I clipped most of what you said as redundant, but it works out to be basically the exact same thing as if they hadn't switched to rust or at least that's the case so far. Additionally, IE/Edge's code base is the newest, not Stylo (2019 when they again switched engines to one chromium based v. 2017)
Rust type system ensures you cannot have a memory error if you do not use unsafe code (marked explicitly as unsafe in the code).
I didn't overly comment on it because I left it as a task for myself to investigate more, but the UaF in question in framing, at least in theory, is something that Rust could realistically encounter. The way the objects work is basically two pointers, one to the data and one to the virtual function table. A temporary object can exist and it can be typecast to another type, which is essentially a second pair of pointers with a different pointer to a different virtual function table. Ideally, scoping rules should prevent a confusion on the part of the machine in terms of which object you're referring to-- you can't access the temporary object outside of its temporary scope, but this is actually something relatively common especially in amd64 architectures where the optimizer concludes you're done with a temporary and omits language specific code that would have made things safe (akin to the omission of an explicit NULL pointer check because analysis concludes the pointer has already been dereferenced), which results in a dangling pointer being held in a register that you end up using. There's nothing as far as I could tell in Rust that protects you from that because there aren't any borrow checking related rules that prevent it and its using the same backend for machine code generation as C/C++. This will likely become more applicable as they move towards supporting dynamic inheritance, but as I said, I mostly omitted my thoughts after review because its too soon to speak and I wanted to research it more.
One does unsafe Rust only for linking with other languages, hardware access or performance.
And as it turns out, many types of typecasting operations where the only way to do so is to use unsafe, which is why even though I agreed with you it was probably in the C++ code that it at least in theory could have been in Rust. I'd have to go back through my notes, but a lot of people seem to be using std::any and something along the lines of as_ptr which is unsafe and the borrow checker won't protect you from mistakes under such circumstances-- things like this, a very common operation arguably necessary in many use cases/design patterns that forces people to rearchitect everything or use unsafe is likely why there's probably a decade or two's worth of these types of discussions. Put simply, for integration into real-world software, it seems in many ways Rust isn't ready and where it is it commonly requires the use of unsafe in order to meld it into an existing product. I suspect it will probably be 10-15 years or more before we see their javascript engine rewritten if they ever do it at all for precisely these sorts of reasons, and when they do, it will likely produce more bugs than their C/C++ counterparts.
A need for unsafe code for performance is more likely related to a design not adjusted to the linear type system of Rust.
This is true to varying extents, but I don't think you realize how common some patterns are and the extent of redesign that will be required. Just as a (bad) example but one I have off the top of my head, the entire journald journal format is written using flexible array's (this is a C structure that has a trailing array element of zero length, where the idea is you can get the offset to the beginning of the array but its contents will be dynamically filled in and its length calculated at run time). To interoperate with this in C++, which doesn't support this concept due to a stricter typing system, I had to wrap the code in question with pragma's that ignored warnings. To convert such a system to Rust would entail a dramatic redesign because its central to the way the piece of software operates and the language view of things is that every or nearly every write is actually to an out-of-bounds address. This is a bad example, but dynamic inheritance is really common and the related sort of typecasting that is used is kinda sorta supported in Rust and presently mostly relates to using unsafe code, moreover, there appears to be relatively nothing in terms of the language to make the sort of bug that cropped up safe, as I noted, in theory it should be possible even if under somewhat rare edge cases, but it will require more review to definitively discern.
Therefore I would guess it is likely some cooperation with C++ code. But who really cares. Rust looks quite good so far and whether it really is good will reveal itself in few years when more data about memory errors in Rust code is collected.
You may be right, time will tell, but what I've seen so far is that interop with C++ is probably something mostly here to say at least for the next 10-20 years, maybe longer. Moreover, my guess is that when we get down to brass tacks that we will find that unsafe code ends up being so common that you end up with more memory bugs, not less.
As for as Linux kernel ... we will see. I think it is likely worth it for new drivers especially if they can write safe Rust wrapper over linux driver interface.
You may be right, but I probably wouldn't get my hopes up. My guess is that in a few years or so we re-encounter each other on the forums under a story headline questioning the future of the language once Mozilla finally tanks and the community steps up to entirely OSS/FS it, which basically ends up killing off language extension and keeps people using unsafe constructs forever.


Whenever a line of the records below contains the word "page", copy that line.
----
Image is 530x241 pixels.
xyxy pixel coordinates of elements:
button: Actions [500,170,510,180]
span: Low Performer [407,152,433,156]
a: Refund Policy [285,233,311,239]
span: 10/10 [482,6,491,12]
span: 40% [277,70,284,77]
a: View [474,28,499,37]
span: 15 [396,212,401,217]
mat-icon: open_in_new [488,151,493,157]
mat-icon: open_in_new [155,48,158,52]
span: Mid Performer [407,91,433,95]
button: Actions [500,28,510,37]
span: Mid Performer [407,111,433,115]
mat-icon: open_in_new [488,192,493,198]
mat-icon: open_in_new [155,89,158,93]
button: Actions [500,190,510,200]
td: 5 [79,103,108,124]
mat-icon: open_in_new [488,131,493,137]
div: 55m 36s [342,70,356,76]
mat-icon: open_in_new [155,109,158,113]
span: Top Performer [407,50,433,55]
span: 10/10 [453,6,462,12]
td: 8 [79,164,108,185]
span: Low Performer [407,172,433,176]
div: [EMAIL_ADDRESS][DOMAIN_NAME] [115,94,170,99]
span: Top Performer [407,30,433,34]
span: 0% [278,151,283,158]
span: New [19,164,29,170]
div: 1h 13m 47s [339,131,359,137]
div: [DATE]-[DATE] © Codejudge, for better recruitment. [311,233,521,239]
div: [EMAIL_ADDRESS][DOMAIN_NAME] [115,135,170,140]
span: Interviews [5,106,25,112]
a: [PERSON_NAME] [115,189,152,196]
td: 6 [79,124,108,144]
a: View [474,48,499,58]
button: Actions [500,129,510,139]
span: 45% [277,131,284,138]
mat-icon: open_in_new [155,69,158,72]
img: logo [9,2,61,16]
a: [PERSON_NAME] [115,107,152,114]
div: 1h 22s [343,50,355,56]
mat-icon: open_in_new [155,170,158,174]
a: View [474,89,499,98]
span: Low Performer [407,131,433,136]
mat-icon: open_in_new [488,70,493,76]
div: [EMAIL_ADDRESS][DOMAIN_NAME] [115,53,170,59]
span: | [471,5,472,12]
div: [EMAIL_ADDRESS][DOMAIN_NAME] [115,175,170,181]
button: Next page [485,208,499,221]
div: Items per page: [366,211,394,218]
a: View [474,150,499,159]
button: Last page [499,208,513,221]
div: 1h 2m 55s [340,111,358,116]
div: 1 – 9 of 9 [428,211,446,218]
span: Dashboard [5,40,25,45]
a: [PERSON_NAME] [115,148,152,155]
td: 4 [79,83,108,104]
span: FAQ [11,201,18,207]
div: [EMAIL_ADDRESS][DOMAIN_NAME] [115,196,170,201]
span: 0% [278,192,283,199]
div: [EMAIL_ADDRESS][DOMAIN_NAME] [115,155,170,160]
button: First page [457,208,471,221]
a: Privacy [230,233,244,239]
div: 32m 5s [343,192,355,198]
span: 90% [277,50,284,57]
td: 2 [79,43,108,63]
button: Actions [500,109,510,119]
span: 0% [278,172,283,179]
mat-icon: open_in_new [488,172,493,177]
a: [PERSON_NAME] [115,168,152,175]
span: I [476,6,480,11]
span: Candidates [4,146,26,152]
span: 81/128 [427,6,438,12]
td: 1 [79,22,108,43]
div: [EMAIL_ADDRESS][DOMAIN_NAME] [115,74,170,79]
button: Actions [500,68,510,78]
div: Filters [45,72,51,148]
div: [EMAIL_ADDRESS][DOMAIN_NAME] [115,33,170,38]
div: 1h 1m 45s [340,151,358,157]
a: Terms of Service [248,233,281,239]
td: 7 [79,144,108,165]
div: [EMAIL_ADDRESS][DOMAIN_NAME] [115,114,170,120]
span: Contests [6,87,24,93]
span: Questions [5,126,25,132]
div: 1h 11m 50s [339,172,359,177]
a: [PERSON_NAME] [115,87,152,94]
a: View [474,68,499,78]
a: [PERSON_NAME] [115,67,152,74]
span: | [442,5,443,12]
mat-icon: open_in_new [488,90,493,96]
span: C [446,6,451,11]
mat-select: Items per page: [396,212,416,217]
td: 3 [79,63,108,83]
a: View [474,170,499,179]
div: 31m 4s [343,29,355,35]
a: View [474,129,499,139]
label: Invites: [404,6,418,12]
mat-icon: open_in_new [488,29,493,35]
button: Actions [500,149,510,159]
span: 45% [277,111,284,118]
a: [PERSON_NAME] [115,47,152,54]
----
▸ TASK RESULT
button: Next page [485,208,499,221]
div: Items per page: [366,211,394,218]
button: Last page [499,208,513,221]
button: First page [457,208,471,221]
mat-select: Items per page: [396,212,416,217]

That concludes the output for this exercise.